Run your own cost per conversion through the break-even math
Note
These ranges are a practitioner read, not an official Meta or Spotify figure. Neither platform publishes per-campaign benchmarks for music.

None of this works if the tracking is wrong

Here's the part most guides skip. Every number on this page depends on one input being accurate: cost per conversion. If your conversion count is wrong, your cost per conversion is wrong, your break-even math is wrong, and any sense of return you think you have is a guess.

And browser-only tracking is wrong more often than people realize. iOS App Tracking Transparency, ad blockers, and in-app browsers eat a big share of the click-out events the Meta Pixel fires from the browser. You end up undercounting conversions, so your real cost per conversion is better than your dashboard says, and you might kill a campaign that was actually working.

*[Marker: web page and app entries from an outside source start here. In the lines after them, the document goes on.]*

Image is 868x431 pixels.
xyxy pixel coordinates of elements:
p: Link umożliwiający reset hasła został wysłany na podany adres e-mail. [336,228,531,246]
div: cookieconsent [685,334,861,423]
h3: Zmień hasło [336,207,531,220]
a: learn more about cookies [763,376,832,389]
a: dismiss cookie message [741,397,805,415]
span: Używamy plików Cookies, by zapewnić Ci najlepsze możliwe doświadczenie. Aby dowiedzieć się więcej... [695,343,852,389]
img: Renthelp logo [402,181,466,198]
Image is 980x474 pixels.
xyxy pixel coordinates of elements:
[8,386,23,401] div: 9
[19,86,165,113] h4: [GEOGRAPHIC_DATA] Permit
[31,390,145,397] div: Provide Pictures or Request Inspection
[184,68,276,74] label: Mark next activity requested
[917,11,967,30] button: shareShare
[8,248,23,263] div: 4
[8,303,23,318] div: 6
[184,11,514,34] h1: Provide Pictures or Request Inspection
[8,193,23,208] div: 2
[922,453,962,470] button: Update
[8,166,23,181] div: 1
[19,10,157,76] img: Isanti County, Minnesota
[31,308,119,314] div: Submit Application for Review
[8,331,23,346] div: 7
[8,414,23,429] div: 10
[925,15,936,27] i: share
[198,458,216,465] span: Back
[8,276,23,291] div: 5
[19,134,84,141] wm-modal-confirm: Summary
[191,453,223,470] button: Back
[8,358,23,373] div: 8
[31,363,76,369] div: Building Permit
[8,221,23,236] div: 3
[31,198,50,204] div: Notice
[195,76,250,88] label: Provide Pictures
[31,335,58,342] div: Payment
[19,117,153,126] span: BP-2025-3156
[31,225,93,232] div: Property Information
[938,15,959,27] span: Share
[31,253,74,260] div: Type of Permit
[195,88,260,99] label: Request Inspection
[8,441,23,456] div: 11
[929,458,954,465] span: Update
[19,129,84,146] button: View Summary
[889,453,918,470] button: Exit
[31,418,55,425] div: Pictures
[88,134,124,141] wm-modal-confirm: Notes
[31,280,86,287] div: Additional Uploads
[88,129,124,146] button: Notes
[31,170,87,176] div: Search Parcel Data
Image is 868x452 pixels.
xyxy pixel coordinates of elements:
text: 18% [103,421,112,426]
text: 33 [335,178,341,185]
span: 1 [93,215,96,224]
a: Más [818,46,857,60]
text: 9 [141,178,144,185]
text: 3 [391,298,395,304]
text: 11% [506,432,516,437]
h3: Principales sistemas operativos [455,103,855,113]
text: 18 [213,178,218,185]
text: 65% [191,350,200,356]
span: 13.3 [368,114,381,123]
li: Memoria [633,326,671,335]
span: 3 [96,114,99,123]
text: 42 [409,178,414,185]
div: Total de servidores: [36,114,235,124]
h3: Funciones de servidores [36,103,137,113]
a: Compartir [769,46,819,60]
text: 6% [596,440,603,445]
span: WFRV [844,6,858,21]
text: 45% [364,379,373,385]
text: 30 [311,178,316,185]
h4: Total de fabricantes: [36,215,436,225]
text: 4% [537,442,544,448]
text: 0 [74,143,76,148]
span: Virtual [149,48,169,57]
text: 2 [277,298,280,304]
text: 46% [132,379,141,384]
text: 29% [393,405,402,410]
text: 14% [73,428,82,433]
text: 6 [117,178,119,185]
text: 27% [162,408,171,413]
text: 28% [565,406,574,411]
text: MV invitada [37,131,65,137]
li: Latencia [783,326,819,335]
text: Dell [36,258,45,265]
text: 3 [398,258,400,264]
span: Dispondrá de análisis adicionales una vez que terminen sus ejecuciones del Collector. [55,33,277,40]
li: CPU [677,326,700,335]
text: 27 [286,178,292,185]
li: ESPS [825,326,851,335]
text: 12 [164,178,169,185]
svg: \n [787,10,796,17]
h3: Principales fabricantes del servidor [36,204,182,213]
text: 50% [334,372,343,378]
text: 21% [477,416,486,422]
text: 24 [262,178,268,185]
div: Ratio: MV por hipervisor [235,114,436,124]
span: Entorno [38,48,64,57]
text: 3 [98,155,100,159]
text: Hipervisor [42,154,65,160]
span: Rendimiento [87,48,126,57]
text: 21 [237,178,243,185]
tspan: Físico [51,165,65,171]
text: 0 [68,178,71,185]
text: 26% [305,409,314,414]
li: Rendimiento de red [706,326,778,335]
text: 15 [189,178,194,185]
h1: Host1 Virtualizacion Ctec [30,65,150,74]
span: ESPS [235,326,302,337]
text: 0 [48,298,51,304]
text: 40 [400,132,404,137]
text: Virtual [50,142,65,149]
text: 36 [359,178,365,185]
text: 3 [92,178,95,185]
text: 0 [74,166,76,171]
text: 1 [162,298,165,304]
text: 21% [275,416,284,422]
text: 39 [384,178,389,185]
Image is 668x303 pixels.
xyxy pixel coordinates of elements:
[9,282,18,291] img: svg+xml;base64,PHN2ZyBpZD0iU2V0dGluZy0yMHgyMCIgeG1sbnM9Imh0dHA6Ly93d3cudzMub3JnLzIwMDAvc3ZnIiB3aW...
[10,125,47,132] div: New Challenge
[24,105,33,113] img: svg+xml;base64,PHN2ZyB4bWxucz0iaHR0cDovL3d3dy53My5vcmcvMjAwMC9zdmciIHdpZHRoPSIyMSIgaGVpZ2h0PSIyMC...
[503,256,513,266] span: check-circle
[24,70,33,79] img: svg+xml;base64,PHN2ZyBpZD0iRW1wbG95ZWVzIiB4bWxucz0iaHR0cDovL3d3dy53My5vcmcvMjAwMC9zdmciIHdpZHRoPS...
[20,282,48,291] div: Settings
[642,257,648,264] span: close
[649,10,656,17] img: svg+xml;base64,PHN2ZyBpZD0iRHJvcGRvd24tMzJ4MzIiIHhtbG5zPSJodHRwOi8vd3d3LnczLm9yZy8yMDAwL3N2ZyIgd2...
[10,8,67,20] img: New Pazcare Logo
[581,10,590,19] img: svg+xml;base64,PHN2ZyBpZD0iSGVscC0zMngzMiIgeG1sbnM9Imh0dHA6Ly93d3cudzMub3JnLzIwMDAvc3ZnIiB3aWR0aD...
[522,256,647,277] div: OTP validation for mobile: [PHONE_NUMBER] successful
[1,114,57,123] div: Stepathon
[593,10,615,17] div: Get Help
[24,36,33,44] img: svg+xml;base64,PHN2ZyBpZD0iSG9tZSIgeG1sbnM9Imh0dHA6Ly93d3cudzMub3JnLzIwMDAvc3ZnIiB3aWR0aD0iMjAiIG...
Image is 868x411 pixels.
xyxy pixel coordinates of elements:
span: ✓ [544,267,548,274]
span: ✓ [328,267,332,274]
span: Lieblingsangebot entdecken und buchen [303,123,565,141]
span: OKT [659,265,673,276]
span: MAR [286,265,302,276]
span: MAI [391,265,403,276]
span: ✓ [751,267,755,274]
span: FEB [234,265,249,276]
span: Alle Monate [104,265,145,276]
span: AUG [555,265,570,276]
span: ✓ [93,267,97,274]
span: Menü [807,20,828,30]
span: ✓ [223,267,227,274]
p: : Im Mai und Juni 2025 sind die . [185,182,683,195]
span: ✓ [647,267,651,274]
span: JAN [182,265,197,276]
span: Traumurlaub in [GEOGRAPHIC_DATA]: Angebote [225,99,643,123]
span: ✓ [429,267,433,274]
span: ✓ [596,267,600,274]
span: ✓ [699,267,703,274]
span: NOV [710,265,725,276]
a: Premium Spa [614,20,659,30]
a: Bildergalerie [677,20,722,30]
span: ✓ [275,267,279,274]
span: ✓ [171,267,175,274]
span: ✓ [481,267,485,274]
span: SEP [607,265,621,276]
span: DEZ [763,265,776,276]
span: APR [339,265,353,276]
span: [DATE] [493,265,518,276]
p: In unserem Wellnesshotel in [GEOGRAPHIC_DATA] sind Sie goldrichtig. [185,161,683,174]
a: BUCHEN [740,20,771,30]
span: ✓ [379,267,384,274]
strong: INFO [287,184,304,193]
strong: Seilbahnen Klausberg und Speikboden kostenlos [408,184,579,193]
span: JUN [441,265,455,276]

That gap is the whole reason vlvtn runs dual-channel tracking. The Meta Pixel fires the click-out from the browser, and the Conversions API sends the same event server-side. Both carry a shared event ID so Meta dedupes them and counts the conversion once. The server-side copy is the one that survives when the browser event gets blocked. We don't sell more streams. We sell an accurate measurement layer, so the cost per conversion you're optimizing on is real.

Where to go next

If you want the full picture on the return question, start with the pillar: are music ads worth it. To turn your cost per conversion into a break-even number, read music ad break-even math. And if you're asking the blunter version of this question, see are Spotify ads a waste of money.

Frequently asked

So what is a good ROAS for music ads?

There isn't a clean one. Classic ROAS is revenue divided by ad spend, and for streaming the revenue per play is about $0.004 and arrives months late, so any same-week ROAS read looks like a disaster even on a good campaign. Measure cost per conversion and listener value over time instead.

What does ROAS actually mean?

Return on ad spend: the revenue a campaign generated divided by what you paid for it. A 3x ROAS means three dollars back for every dollar in. It works for e-commerce where the sale happens right after the click. It falls apart for streaming because the per-play revenue is tiny and delayed.

What should I measure instead of ROAS?

Two things. Cost per conversion, which is the cost of one tracked click-out to a streaming service, read in Ads Manager as cost per result. And listener value over time: saves, follows, repeat plays, and whether the audience comes back for your next release.

What's a realistic cost per conversion for an indie campaign?

From running these in tier 1 and tier 2 countries, the SubmitHub case worth citing logged 459 click-outs at about $0.24 each. That is one practitioner's published number, not a benchmark you should expect to hit. Treat anything in the 20 to 40 cent range as workable and judge it against the audience you're buying.

If I can't trust ROAS, why bother measuring at all?

Because cost per conversion is measurable and honest, as long as the tracking is accurate. The whole point is that you can tell a winning campaign from a waste. If your conversion data is wrong, every number downstream is a guess, and that is the problem vlvtn's dual-channel tracking exists to fix.

Bradley J Simons
About Bradley J Simons
Founder of VLVTN · runs paid Meta ads for his own releases as Babbage

Bradley J Simons founded VLVTN and runs his own paid Meta and Spotify ad campaigns as the artist Babbage. He writes about paid music marketing from the buyer's seat, with his own money on the line.